As the announcement of the winner comes ever closer, the International Dylan Thomas Prize and Swansea University will be publishing a series of podcast interviews with the shortlisted authors of this year’s prize. Episode five is a conversation with Sarah Perry.
The shortlisted candidate for the Swansea University International Dylan Thomas Prize is interviewed by English Literature Undergraduate students Hannah Wadham, Molly Holborn and Angharad Stephens. These students have studied Perry’s shortlisted novel Melmoth as part of Swansea University’s exciting new module based on the literary prize.
Sarah Perry was born in Essex in 1979. She has been the writer in residence at Gladstone’s Library and the UNESCO World City of Literature, Prague. She is the author of ‘ After Me Comes the Flood,’ winner of the East Anglian Book of the Year Award, and ‘The Essex Serpent,’ a number one bestseller, which won the Waterstones Book of the Year and the British Book Awards Book of the Year. Her work has been translated into twenty languages. She lives in Norwich.
Sarah Perry was born in Essex in 1979. She has been the writer in residence at Gladstone’s Library and the UNESCO World City of Literature, Prague. She is the author of After Me Comes the Flood, winner of the East Anglian Book of the Year Award, and The Essex Serpent, a number one bestseller, which won the Waterstones Book of the Year and the British Book Awards Book of the Year. Her work has been translated into twenty languages. She lives in Norwich.
Launched in 2006, the annual Swansea University International Dylan Thomas Prize is one of the most prestigious awards for young writers, aimed at encouraging raw creative talent worldwide. It celebrates and nurtures international literary excellence.
The £30,000 Prize is awarded to the best published literary work in the English language, written by an author aged 39 or under.
Dylan Thomas, the quintessential adolescent writer, was ideally suited to serve as an inspiration to young writers everywhere. The freshness and immediacy of his writing were qualities that he never lost. The Prize seeks to ensure that readers today will have the chance to savour the vitality and sparkle of a new generation of young writers.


### EXERCISE OBJECTIVE
Across all the entries below, how many lines mention the string "screenshot"? Respond with a single number.

### TASK INPUT
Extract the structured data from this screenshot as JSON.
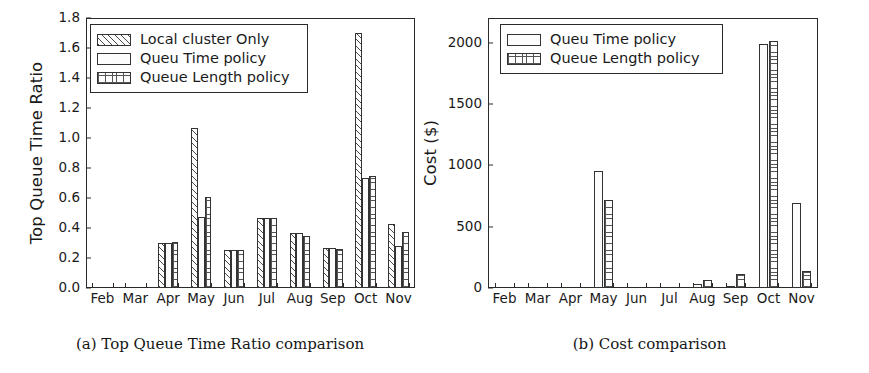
{
  "figure": {
    "subfigures": [
      {
        "tag": "(a)",
        "caption": "(a) Top Queue Time Ratio comparison"
      },
      {
        "tag": "(b)",
        "caption": "(b) Cost comparison"
      }
    ]
  },
  "chart_data": [
    {
      "type": "bar",
      "title": "",
      "subfigure_label": "(a)",
      "caption": "(a) Top Queue Time Ratio comparison",
      "xlabel": "",
      "ylabel": "Top Queue Time Ratio",
      "ylim": [
        0.0,
        1.8
      ],
      "yticks": [
        "0.0",
        "0.2",
        "0.4",
        "0.6",
        "0.8",
        "1.0",
        "1.2",
        "1.4",
        "1.6",
        "1.8"
      ],
      "ytick_values": [
        0.0,
        0.2,
        0.4,
        0.6,
        0.8,
        1.0,
        1.2,
        1.4,
        1.6,
        1.8
      ],
      "grid": false,
      "legend_position": "upper left",
      "categories": [
        "Feb",
        "Mar",
        "Apr",
        "May",
        "Jun",
        "Jul",
        "Aug",
        "Sep",
        "Oct",
        "Nov"
      ],
      "series": [
        {
          "name": "Local cluster Only",
          "pattern": "diagonal-hatch",
          "values": [
            0,
            0,
            0.3,
            1.07,
            0.255,
            0.47,
            0.37,
            0.265,
            1.7,
            0.425
          ]
        },
        {
          "name": "Queu Time policy",
          "pattern": "dots",
          "values": [
            0,
            0,
            0.3,
            0.475,
            0.255,
            0.47,
            0.365,
            0.265,
            0.735,
            0.28
          ]
        },
        {
          "name": "Queue Length policy",
          "pattern": "grid",
          "values": [
            0,
            0,
            0.305,
            0.61,
            0.255,
            0.47,
            0.35,
            0.26,
            0.745,
            0.375
          ]
        }
      ]
    },
    {
      "type": "bar",
      "title": "",
      "subfigure_label": "(b)",
      "caption": "(b) Cost comparison",
      "xlabel": "",
      "ylabel": "Cost ($)",
      "ylim": [
        0,
        2200
      ],
      "yticks": [
        "0",
        "500",
        "1000",
        "1500",
        "2000"
      ],
      "ytick_values": [
        0,
        500,
        1000,
        1500,
        2000
      ],
      "grid": false,
      "legend_position": "upper left",
      "categories": [
        "Feb",
        "Mar",
        "Apr",
        "May",
        "Jun",
        "Jul",
        "Aug",
        "Sep",
        "Oct",
        "Nov"
      ],
      "series": [
        {
          "name": "Queu Time policy",
          "pattern": "dots",
          "values": [
            0,
            0,
            0,
            955,
            0,
            0,
            35,
            15,
            1990,
            690
          ]
        },
        {
          "name": "Queue Length policy",
          "pattern": "grid",
          "values": [
            0,
            0,
            0,
            720,
            0,
            0,
            65,
            115,
            2015,
            135
          ]
        }
      ]
    }
  ]
}
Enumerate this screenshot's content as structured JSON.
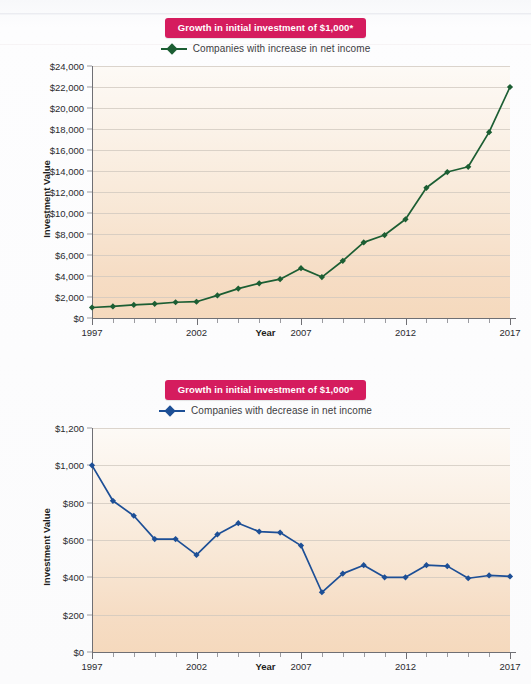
{
  "figure": {
    "background_color": "#fbfbfc",
    "banner_color": "#d51c5e",
    "plot_bg_top": "#fdfaf6",
    "plot_bg_bottom": "#f5d9bd"
  },
  "chart_data": [
    {
      "type": "line",
      "id": "increase-chart",
      "title": "Growth in initial investment of $1,000*",
      "xlabel": "Year",
      "ylabel": "Investment Value",
      "legend": [
        {
          "name": "Companies with increase in net income",
          "color": "#1c5e33"
        }
      ],
      "legend_position": "top-center",
      "grid": true,
      "xlim": [
        1997,
        2017
      ],
      "ylim": [
        0,
        24000
      ],
      "ytick_values": [
        0,
        2000,
        4000,
        6000,
        8000,
        10000,
        12000,
        14000,
        16000,
        18000,
        20000,
        22000,
        24000
      ],
      "ytick_labels": [
        "$0",
        "$2,000",
        "$4,000",
        "$6,000",
        "$8,000",
        "$10,000",
        "$12,000",
        "$14,000",
        "$16,000",
        "$18,000",
        "$20,000",
        "$22,000",
        "$24,000"
      ],
      "xtick_values": [
        1997,
        2002,
        2007,
        2012,
        2017
      ],
      "xtick_labels": [
        "1997",
        "2002",
        "2007",
        "2012",
        "2017"
      ],
      "x": [
        1997,
        1998,
        1999,
        2000,
        2001,
        2002,
        2003,
        2004,
        2005,
        2006,
        2007,
        2008,
        2009,
        2010,
        2011,
        2012,
        2013,
        2014,
        2015,
        2016,
        2017
      ],
      "values": [
        1000,
        1100,
        1250,
        1350,
        1500,
        1550,
        2150,
        2800,
        3300,
        3700,
        4750,
        3900,
        5450,
        7200,
        7900,
        9400,
        12400,
        13900,
        14400,
        17700,
        22000
      ]
    },
    {
      "type": "line",
      "id": "decrease-chart",
      "title": "Growth in initial investment of $1,000*",
      "xlabel": "Year",
      "ylabel": "Investment Value",
      "legend": [
        {
          "name": "Companies with decrease in net income",
          "color": "#1d4f96"
        }
      ],
      "legend_position": "top-center",
      "grid": true,
      "xlim": [
        1997,
        2017
      ],
      "ylim": [
        0,
        1200
      ],
      "ytick_values": [
        0,
        200,
        400,
        600,
        800,
        1000,
        1200
      ],
      "ytick_labels": [
        "$0",
        "$200",
        "$400",
        "$600",
        "$800",
        "$1,000",
        "$1,200"
      ],
      "xtick_values": [
        1997,
        2002,
        2007,
        2012,
        2017
      ],
      "xtick_labels": [
        "1997",
        "2002",
        "2007",
        "2012",
        "2017"
      ],
      "x": [
        1997,
        1998,
        1999,
        2000,
        2001,
        2002,
        2003,
        2004,
        2005,
        2006,
        2007,
        2008,
        2009,
        2010,
        2011,
        2012,
        2013,
        2014,
        2015,
        2016,
        2017
      ],
      "values": [
        1000,
        810,
        730,
        605,
        605,
        520,
        630,
        690,
        645,
        640,
        570,
        320,
        420,
        465,
        400,
        400,
        465,
        460,
        395,
        410,
        405
      ]
    }
  ]
}
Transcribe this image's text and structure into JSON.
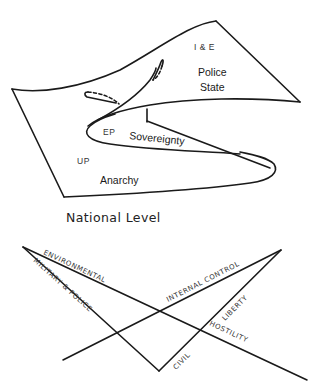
{
  "surface": {
    "regions": {
      "ie": "I & E",
      "police_state_line1": "Police",
      "police_state_line2": "State",
      "ep": "EP",
      "sovereignty": "Sovereignty",
      "up": "UP",
      "anarchy": "Anarchy"
    },
    "caption": "National Level"
  },
  "axes": {
    "environmental": "ENVIRONMENTAL",
    "military_police": "MILITARY & POLICE",
    "internal_control": "INTERNAL CONTROL",
    "civil": "CIVIL",
    "liberty": "LIBERTY",
    "hostility": "HOSTILITY"
  }
}
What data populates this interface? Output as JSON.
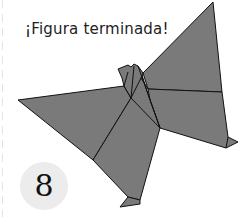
{
  "caption": {
    "title": "¡Figura terminada!"
  },
  "step": {
    "number": "8"
  },
  "figure": {
    "fill_color": "#7a7a7a",
    "stroke_color": "#111111"
  }
}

### TASK RESPONSE
2